The Wheeler Dealers

The Wheeler Dealers
Directed by Arthur Hiller
Produced by Martin Ransohoff
Written by George Goodman
Ira Wallach
Starring James Garner
Lee Remick
Studio Filmways
Distributed by Metro-Goldwyn-Mayer
Release date(s) 1963
Running time 107 minutes
Country United States
Language English

The Wheeler Dealers (released as Separate Beds in the UK) is a 1963 comedy film starring James Garner and Lee Remick and featuring Chill Wills and Jim Backus.[1] The movie was written by George Goodman and Ira Wallach, based on Goodman's novel, and directed by Arthur Hiller.

Contents

Plot

Molly Thatcher (Lee Remick) is a stockbroker languishing in a company run by sexist Bullard Bear (Jim Backus). When the company does poorly, he has to fire somebody. Molly is the obvious choice, but to avoid charges of sex discrimination, he assigns her the seemingly impossible task of unloading shares of an obscure company called Universal Widgets, figuring that when she fails, he will have an excuse to dismiss her.

Molly meets Henry Tyroon (James Garner), an aggressive wheeler dealer who dresses, talks, and acts like a stereotypical Texas millionaire. He's more interested in her than in Universal Widgets, but decides to help in order to get closer to her. As they spend time together, Molly watches Henry make complicated business deals, often in partnership with his Texan cronies, Jay Ray (Chill Wills), Ray Jay (Phil Harris), and J.R. (Charles Watts). One such deal is a venture into dealing modern art, with the aid of Stanislas (Louis Nye), a cynical avant-garde painter.

Molly and Henry have trouble figuring out Universal Widgets' reason for existence; its only factory burned down around the time of the Civil War, it manufactures nothing, and provides no service. (Widgets apparently had something to do with horse-drawn carriages.) It's just a corporation on paper... whose sole asset is a huge block of shares in AT&T, bought long, long ago when it was ridiculously cheap. Now it pays hefty regular dividends to its complacent shareholders.

When Henry makes an attempt to take control of the undervalued company by questionable methods, over-enthusiastic government regulator Hector Vanson (John Astin) takes him to court. Further complications arise when Jay Ray, Ray Jay, and J.R. get Molly fired so she can spend more time with Henry; she thinks Henry is responsible. The case is dismissed when it is determined that all the shares are in the hands of a few people, not the general public. The Texans are bought out (at a sizable premium). Once the Texas trio confess that they got Molly fired, she and Henry make up. (She even discovers that he's really an Easterner and an Ivy League university graduate to boot; the fake Texan act helps him with his dealmaking.)

Radio commercial

A radio ad featured Pat Harrington, Jr., in character as movie publicist Buddy Zack. In the spot, Zack pleads with the audience to see the picture or "my boss, Mr. Mogul, will fire me!" The commercial was playing on KLIF radio in Dallas at 12:33 CST on November 22, 1963, just moments after President Kennedy was shot. KLIF, a top 40 station, began playing the Chiffons hit "I Have A Boyfriend", only to interrupt the record with the first radio bulletin of the shooting.

Cast

References

  1. ^ Variety film review; September 25, 1963, page 6.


- _Exercise objective_: Skip the pictures and copy all the data that follows exactly.

(Source records)

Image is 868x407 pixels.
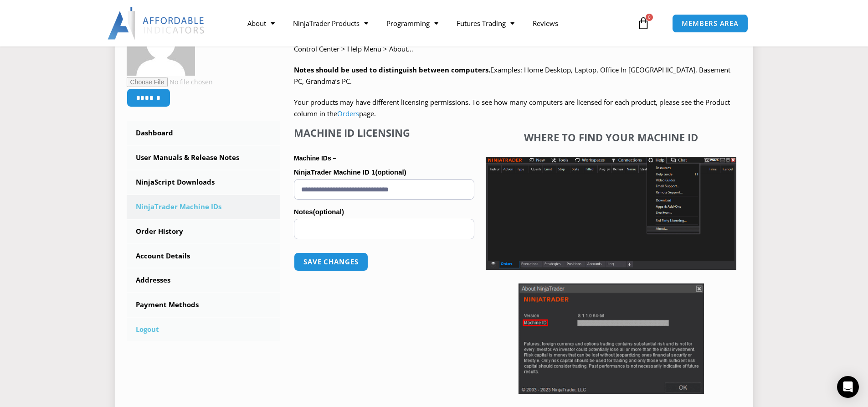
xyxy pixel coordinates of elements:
[486,131,736,143] h4: Where to find your Machine ID
[127,317,281,341] a: Logout
[238,13,284,33] a: About
[127,121,281,145] a: Dashboard
[519,283,704,394] img: Screenshot 2025-01-17 114931 | Affordable Indicators – NinjaTrader
[127,220,281,243] a: Order History
[127,146,281,169] a: User Manuals & Release Notes
[375,168,406,176] span: (optional)
[294,165,474,179] label: NinjaTrader Machine ID 1
[448,13,524,33] a: Futures Trading
[107,7,206,40] img: LogoAI | Affordable Indicators – NinjaTrader
[127,293,281,316] a: Payment Methods
[294,252,368,271] button: Save changes
[294,127,474,139] h4: Machine ID Licensing
[486,157,736,270] img: Screenshot 2025-01-17 1155544 | Affordable Indicators – NinjaTrader
[127,170,281,194] a: NinjaScript Downloads
[837,376,859,397] div: Open Intercom Messenger
[127,268,281,292] a: Addresses
[377,13,448,33] a: Programming
[313,208,344,215] span: (optional)
[127,195,281,219] a: NinjaTrader Machine IDs
[294,155,336,162] strong: Machine IDs –
[294,65,730,86] span: Examples: Home Desktop, Laptop, Office In [GEOGRAPHIC_DATA], Basement PC, Grandma’s PC.
[238,13,634,33] nav: Menu
[524,13,568,33] a: Reviews
[623,10,663,36] a: 0
[672,14,748,33] a: MEMBERS AREA
[682,20,738,27] span: MEMBERS AREA
[294,98,730,118] span: Your products may have different licensing permissions. To see how many computers are licensed fo...
[337,109,359,118] a: Orders
[284,13,377,33] a: NinjaTrader Products
[294,205,474,219] label: Notes
[294,65,490,75] strong: Notes should be used to distinguish between computers.
[127,244,281,268] a: Account Details
[646,14,653,21] span: 0
[127,121,281,341] nav: Account pages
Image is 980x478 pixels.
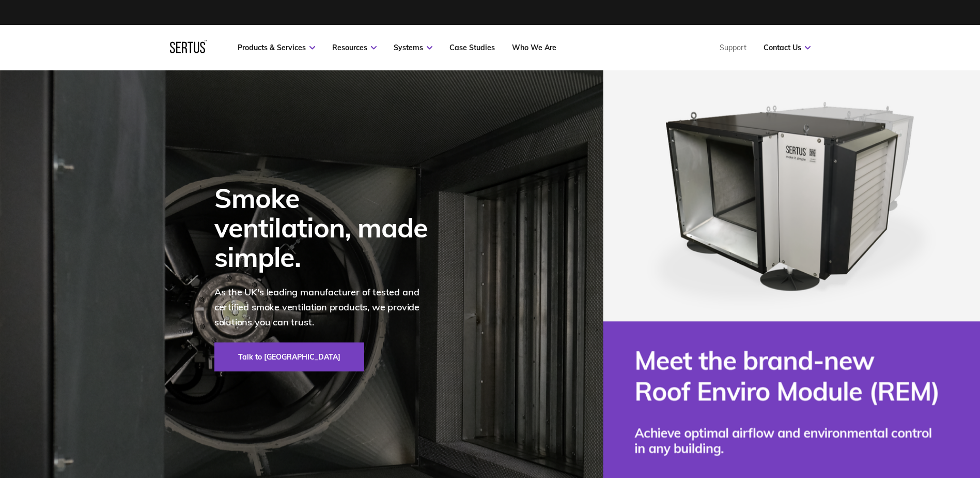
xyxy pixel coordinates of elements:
[763,43,810,52] a: Contact Us
[719,43,747,52] a: Support
[332,43,377,52] a: Resources
[214,285,442,329] p: As the UK's leading manufacturer of tested and certified smoke ventilation products, we provide s...
[214,342,364,371] a: Talk to [GEOGRAPHIC_DATA]
[449,43,495,52] a: Case Studies
[214,183,442,272] div: Smoke ventilation, made simple.
[238,43,315,52] a: Products & Services
[394,43,432,52] a: Systems
[512,43,556,52] a: Who We Are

(End Source records)

- _Exercise response_:
Image is 868x407 pixels.
xyxy pixel coordinates of elements:
[486,131,736,143] h4: Where to find your Machine ID
[127,317,281,341] a: Logout
[238,13,284,33] a: About
[127,121,281,145] a: Dashboard
[519,283,704,394] img: Screenshot 2025-01-17 114931 | Affordable Indicators – NinjaTrader
[127,220,281,243] a: Order History
[127,146,281,169] a: User Manuals & Release Notes
[375,168,406,176] span: (optional)
[294,165,474,179] label: NinjaTrader Machine ID 1
[448,13,524,33] a: Futures Trading
[107,7,206,40] img: LogoAI | Affordable Indicators – NinjaTrader
[127,293,281,316] a: Payment Methods
[294,252,368,271] button: Save changes
[294,127,474,139] h4: Machine ID Licensing
[486,157,736,270] img: Screenshot 2025-01-17 1155544 | Affordable Indicators – NinjaTrader
[127,170,281,194] a: NinjaScript Downloads
[837,376,859,397] div: Open Intercom Messenger
[127,268,281,292] a: Addresses
[377,13,448,33] a: Programming
[313,208,344,215] span: (optional)
[127,195,281,219] a: NinjaTrader Machine IDs
[294,155,336,162] strong: Machine IDs –
[294,65,730,86] span: Examples: Home Desktop, Laptop, Office In [GEOGRAPHIC_DATA], Basement PC, Grandma’s PC.
[238,13,634,33] nav: Menu
[524,13,568,33] a: Reviews
[623,10,663,36] a: 0
[672,14,748,33] a: MEMBERS AREA
[682,20,738,27] span: MEMBERS AREA
[294,98,730,118] span: Your products may have different licensing permissions. To see how many computers are licensed fo...
[337,109,359,118] a: Orders
[284,13,377,33] a: NinjaTrader Products
[294,205,474,219] label: Notes
[294,65,490,75] strong: Notes should be used to distinguish between computers.
[127,244,281,268] a: Account Details
[646,14,653,21] span: 0
[127,121,281,341] nav: Account pages
Image is 980x478 pixels.
xyxy pixel coordinates of elements:
[763,43,810,52] a: Contact Us
[719,43,747,52] a: Support
[332,43,377,52] a: Resources
[214,285,442,329] p: As the UK's leading manufacturer of tested and certified smoke ventilation products, we provide s...
[214,342,364,371] a: Talk to [GEOGRAPHIC_DATA]
[449,43,495,52] a: Case Studies
[214,183,442,272] div: Smoke ventilation, made simple.
[238,43,315,52] a: Products & Services
[394,43,432,52] a: Systems
[512,43,556,52] a: Who We Are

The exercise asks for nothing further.